Ending contracts with for-profit institutions will not cure mass incarceration. While private prisons have found ways to profit from mass incarceration, the vast majority of people incarcerated in the U.S. are detained in publicly owned prisons. Fewer than 10% of prisons are privately owned. There is a preconceived notion that private prisons are the root of corruption in the incarceration system because their goal is to make money; however, private prisons operate in conjunction to the massive publicly owned system. Taxpayers spend $80 billion dollars a year on prisons. Biden’s executive order terminates the relationship between the Department of Justice and private prisons but does not extend to contracts between homeland security and private prisons. This means the order does not apply to the immigration detention centers run by private, for-profit prisons where more than 80% of detained immigrants are currently being held. This executive order only effects the 12 private prisons in contract with the DOJ, which detains approximately– 14,000 of more than 2 million people. While cutting the DOJ’s ties with private prisons is a step in the right direction, the President is going to need to do a lot more if criminal justice reformers are to believe he is truly committed to undoing his wrongs.
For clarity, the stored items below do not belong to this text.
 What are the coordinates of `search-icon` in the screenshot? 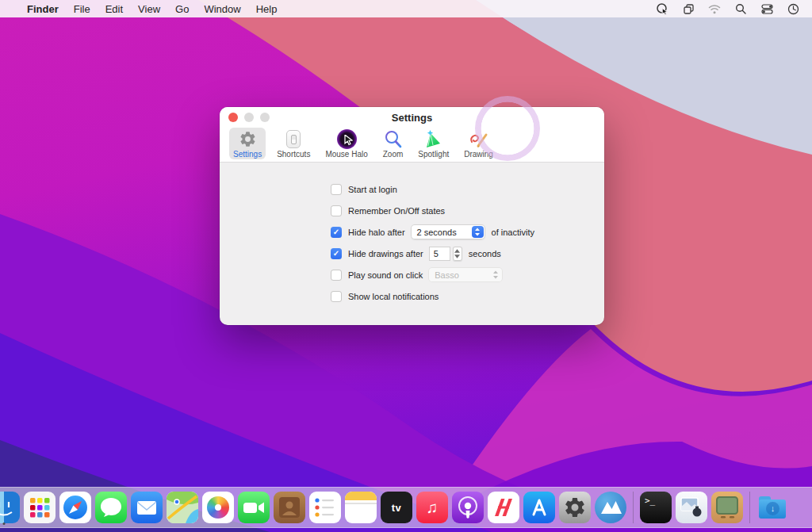 It's located at (741, 9).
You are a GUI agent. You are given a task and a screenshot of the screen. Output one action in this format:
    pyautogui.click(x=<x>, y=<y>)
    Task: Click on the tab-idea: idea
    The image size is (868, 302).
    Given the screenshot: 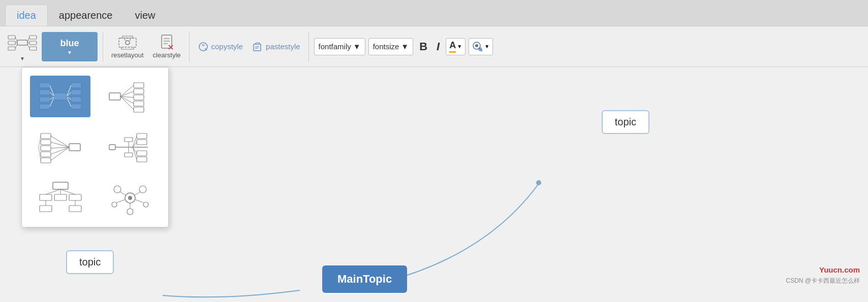 What is the action you would take?
    pyautogui.click(x=26, y=15)
    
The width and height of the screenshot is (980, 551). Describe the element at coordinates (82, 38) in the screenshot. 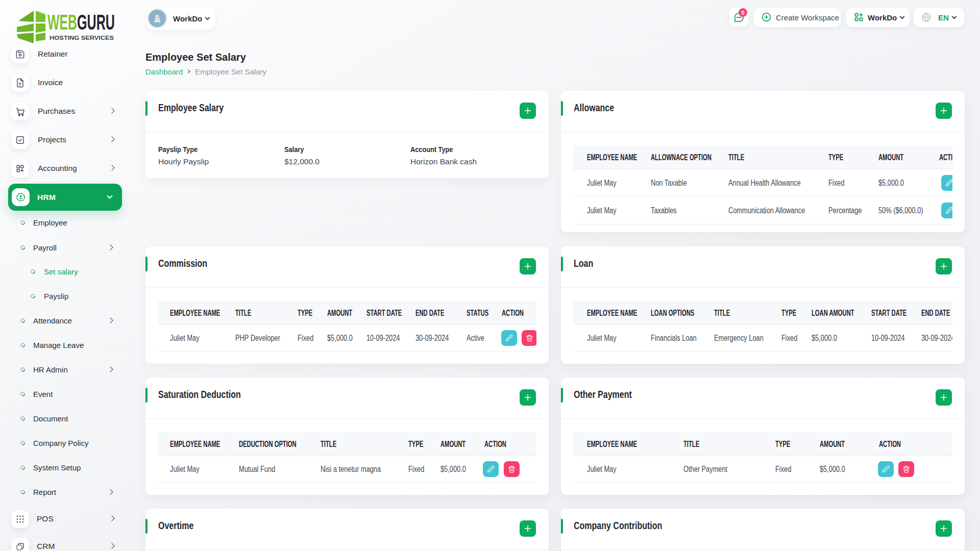

I see `svg-text: HOSTING SERVICES` at that location.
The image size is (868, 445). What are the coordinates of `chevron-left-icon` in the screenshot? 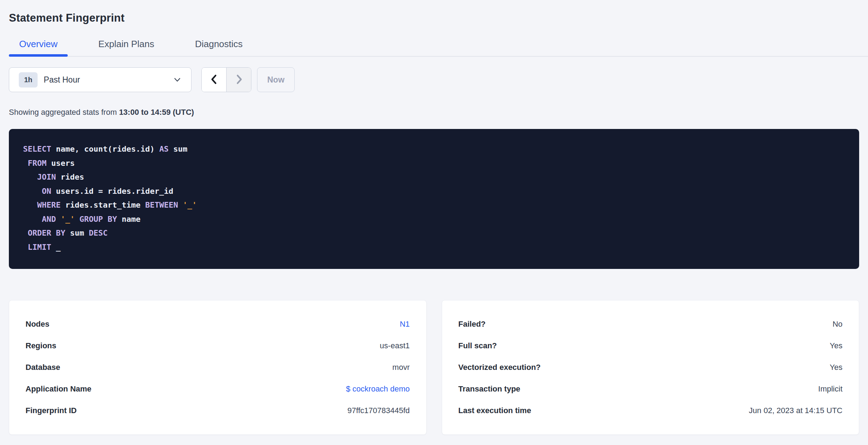 It's located at (214, 80).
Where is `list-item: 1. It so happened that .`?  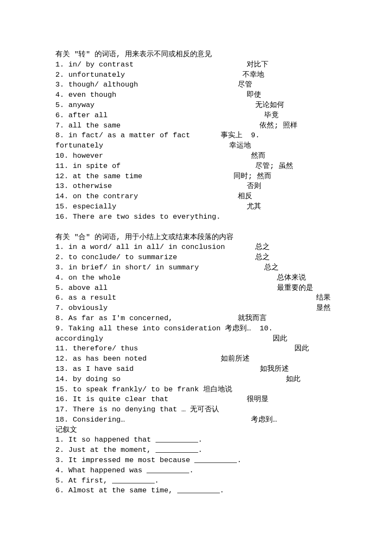
list-item: 1. It so happened that . is located at coordinates (196, 440).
Marina “Livas” Salazar is a Major in Women and Gender Studies here at Hunter, with a minor in Public Policy. She is a scholar of Fordham’s inaugural IDEAL pipeline program, which provides underrepresented students internship experience and guidance through the law school application process. Marina is a proud product of the CUNY school system receiving her Associates at Borough of Manhattan Community College and soon her BA from Hunter. As a late in life student, she is a firm believer in second chances. Her goal is to attend law school and spend the rest of her life changing lives, changing policy, and providing second chances.